Apple now says that the ZFS file system will be available in the forthcoming Mac operating system, sort of.
Seeking to clarify a statement made on Monday by Brian Croll, senior director of Mac OS X Product Marketing, to two InformationWeek reporters that Apple’s new “Leopard” operating system would not include the ZFS file system, an Apple spokesperson indicated that ZFS would be available as a limited option, but not as the default file system.ZFS “is only available a read-only option from the command line,” according to an Apple spokesperson.

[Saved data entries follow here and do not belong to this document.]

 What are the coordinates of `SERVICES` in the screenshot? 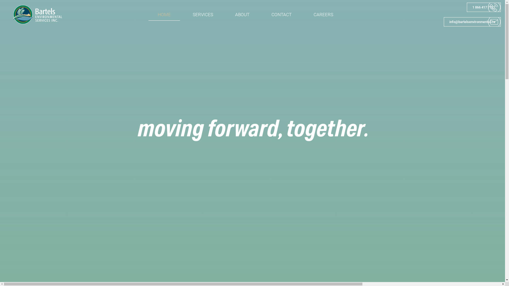 It's located at (203, 14).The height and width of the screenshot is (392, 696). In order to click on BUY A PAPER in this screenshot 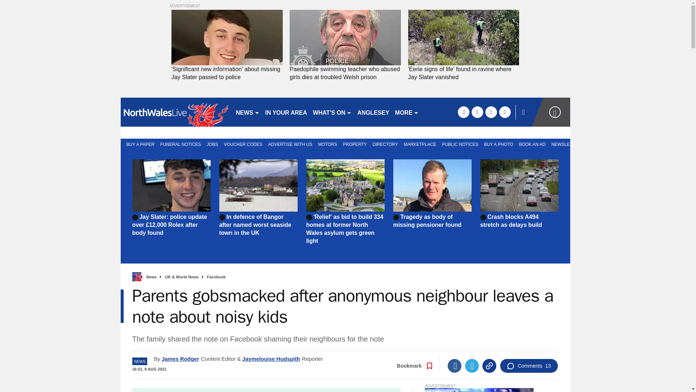, I will do `click(138, 144)`.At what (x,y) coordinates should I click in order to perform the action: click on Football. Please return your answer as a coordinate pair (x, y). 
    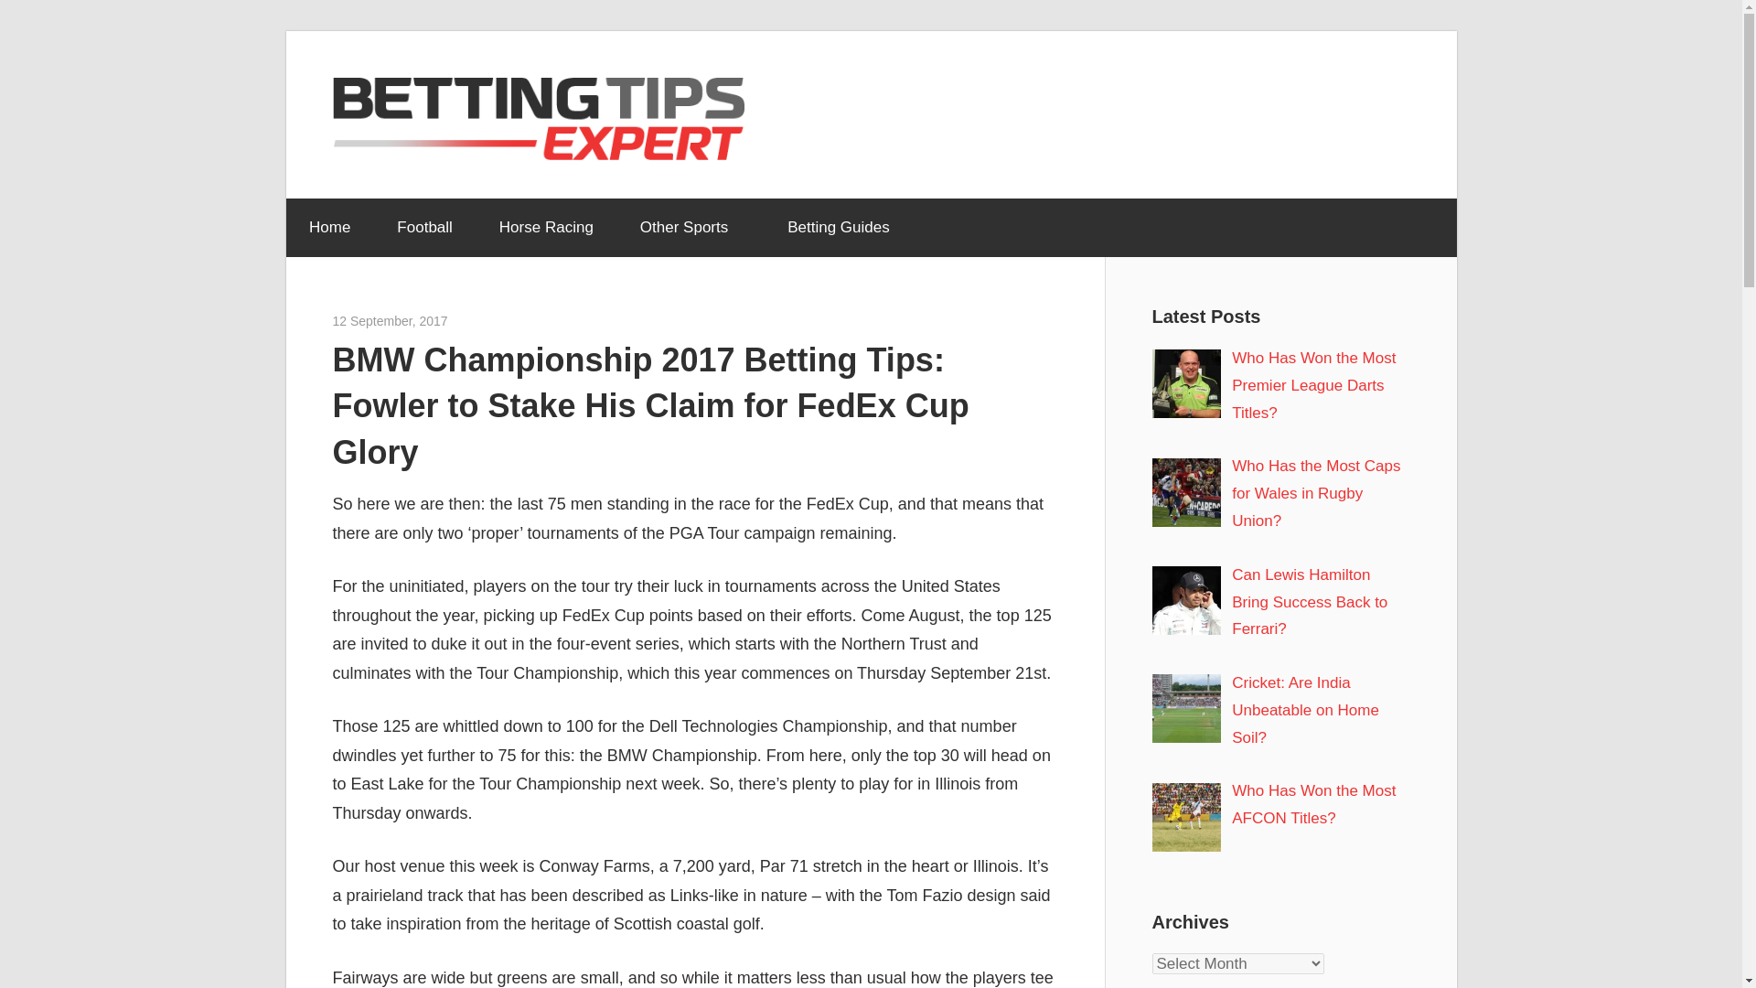
    Looking at the image, I should click on (424, 227).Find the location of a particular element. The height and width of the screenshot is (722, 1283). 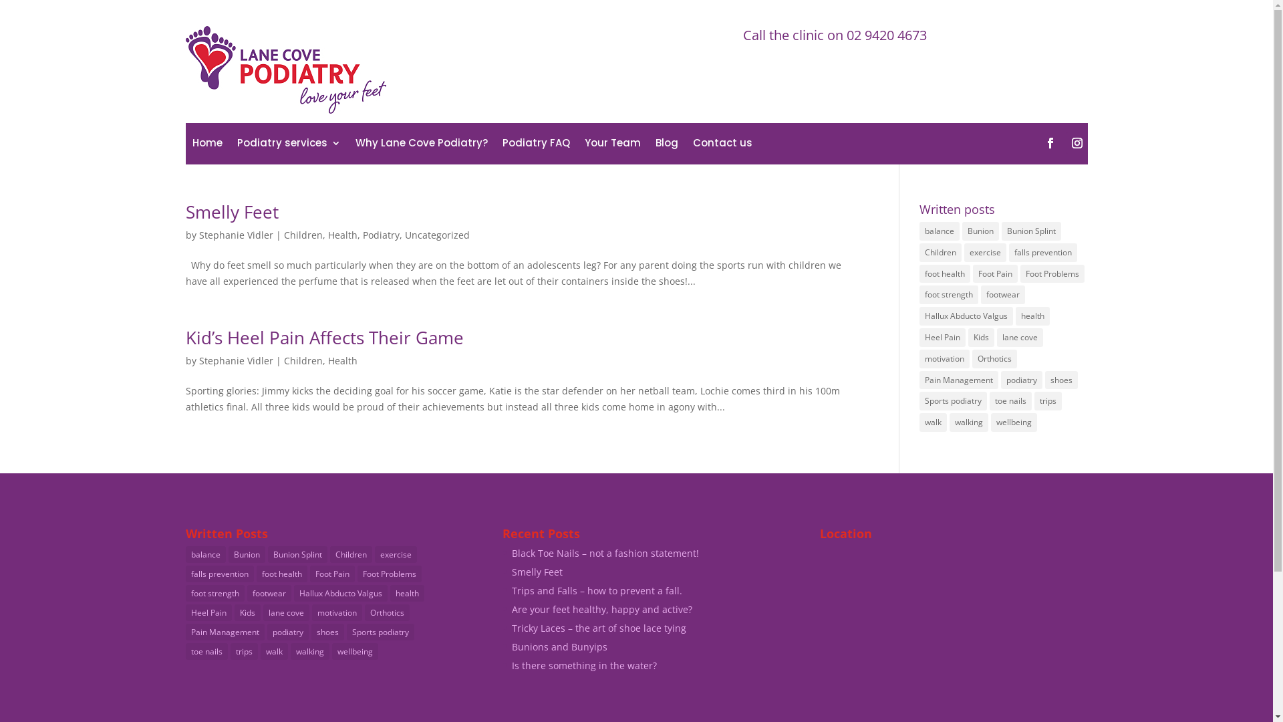

Hallux Abducto Valgus is located at coordinates (966, 316).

In a follow-up interview today, Croll explained, “ZFS is not the default file system for Leopard. We are exploring it as a file system option for high-end storage systems with really large storage. As a result, we have included ZFS — a read-only copy of ZFS — in Leopard.”
“Read-only means that at a later date, if there are ZFS volumes, those systems would be able to read ZFS volumes,” Croll added. “You cannot write data into the system. It will allow you to read ZFS volumes later.”

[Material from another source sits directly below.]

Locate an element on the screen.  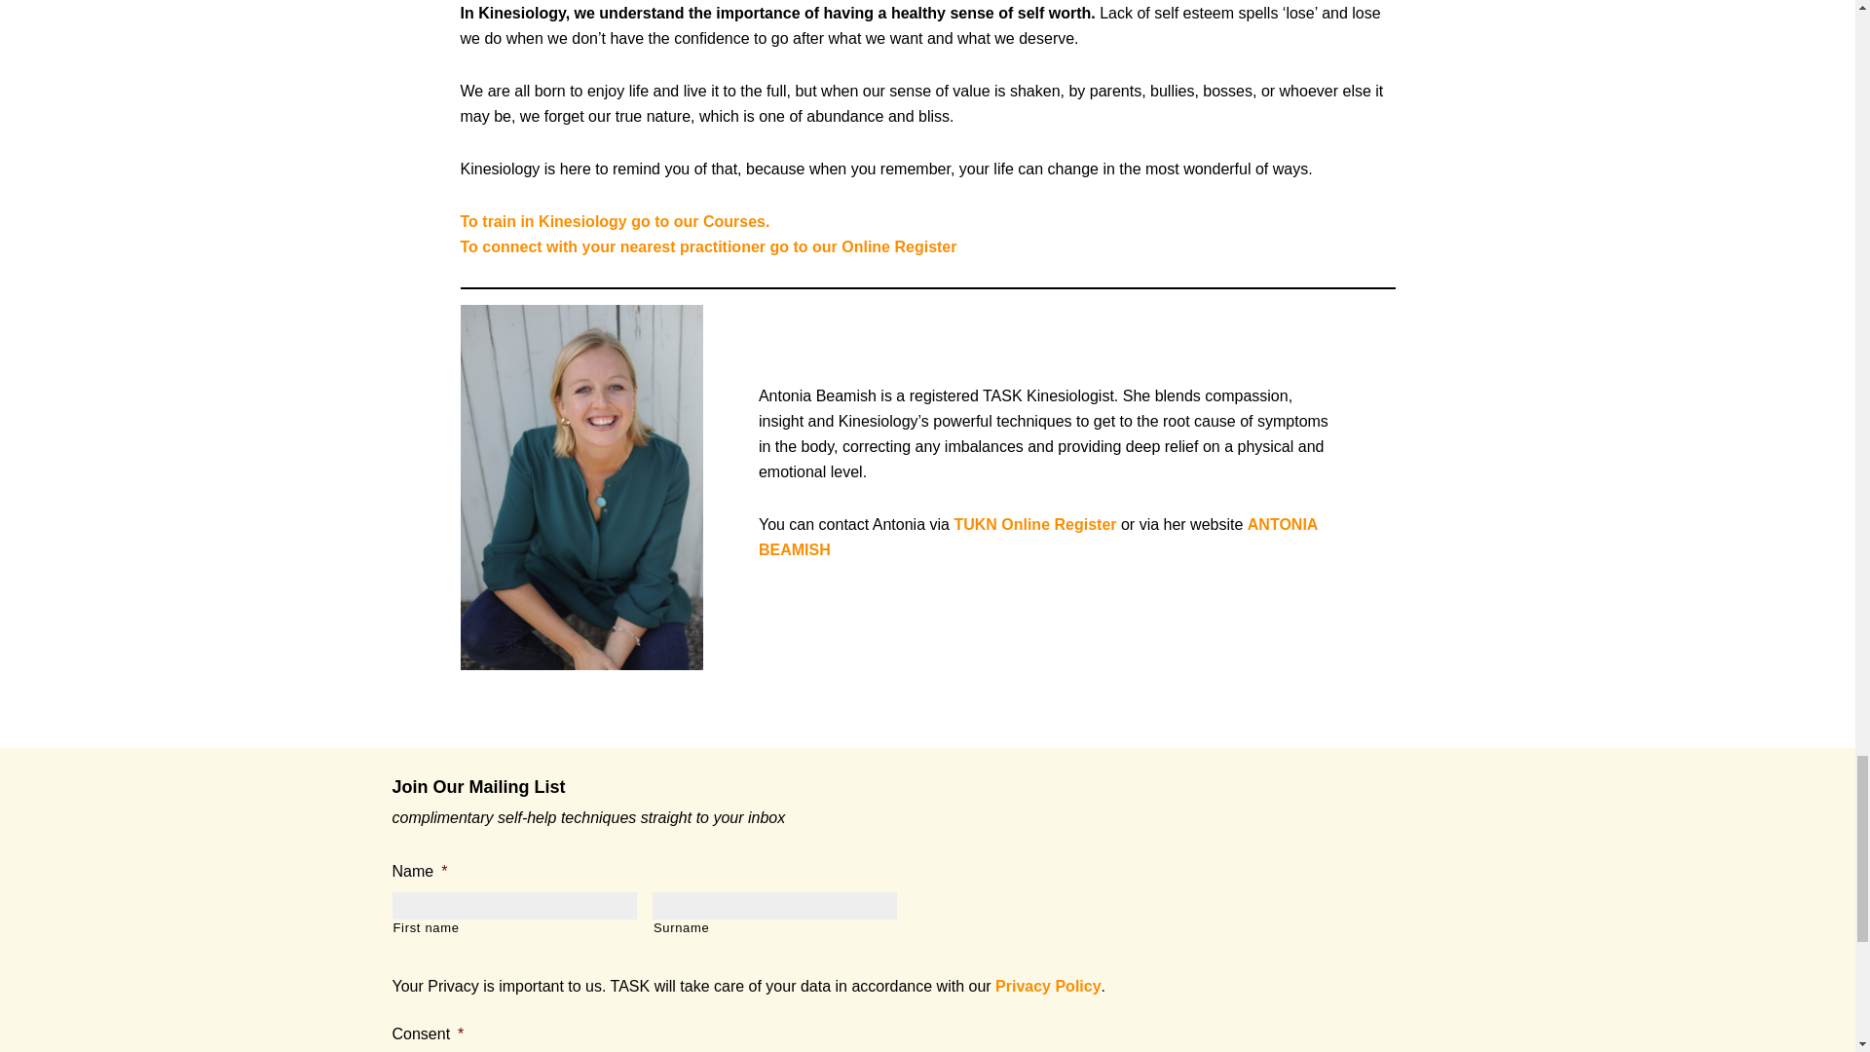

Asked whether ZFS might be implemented for Apple’s Xserve rack mountable server line, Croll said, “Where we head in the future, we’re not able to talk about.”
Apple omerta aside, the direction is clear even if the timetable is not.
Update: ZFS clone on Linux: Chris Mason announced that he’s releasing something that looks like a ZFS clone for Linux.
[ANNOUNCE] Btrfs: a copy on write, snapshotting FS
Maybe you could help him. [Thanks, Wes.]
Now back to our regularly scheduled programming.
I’m a bit disappointed to find that ZFS is not as prominent in Leopard as was first anticipated. From the noises made by many before Monday’s keynote, it seemed as though ZFS would be a major part of the Leopard launch. Now it seems to be a sideshow only. Hopefully, this will chnage at a later date but it would seem to be a year or two in the future.
Or perhaps Dominic Giampaolo is cooking up something completely new in the Apple filesystems group 🙂
Come on – it’s hard to take XServes and/or OS X seriously for real enterprise-grade projects. A comparable x86 server is half the cost, double (or more) the speed, and at least double (or more) the storage. All of this while running an OS (Linux, FreeBSD, etc) that can be managed in bulk from a command line – the Apple tech support folks freak out if any command-line commands are mentioned.
Apple gets a lot of points for being the non-Microsoft, but they are every bit as closed and proprietary that MS is.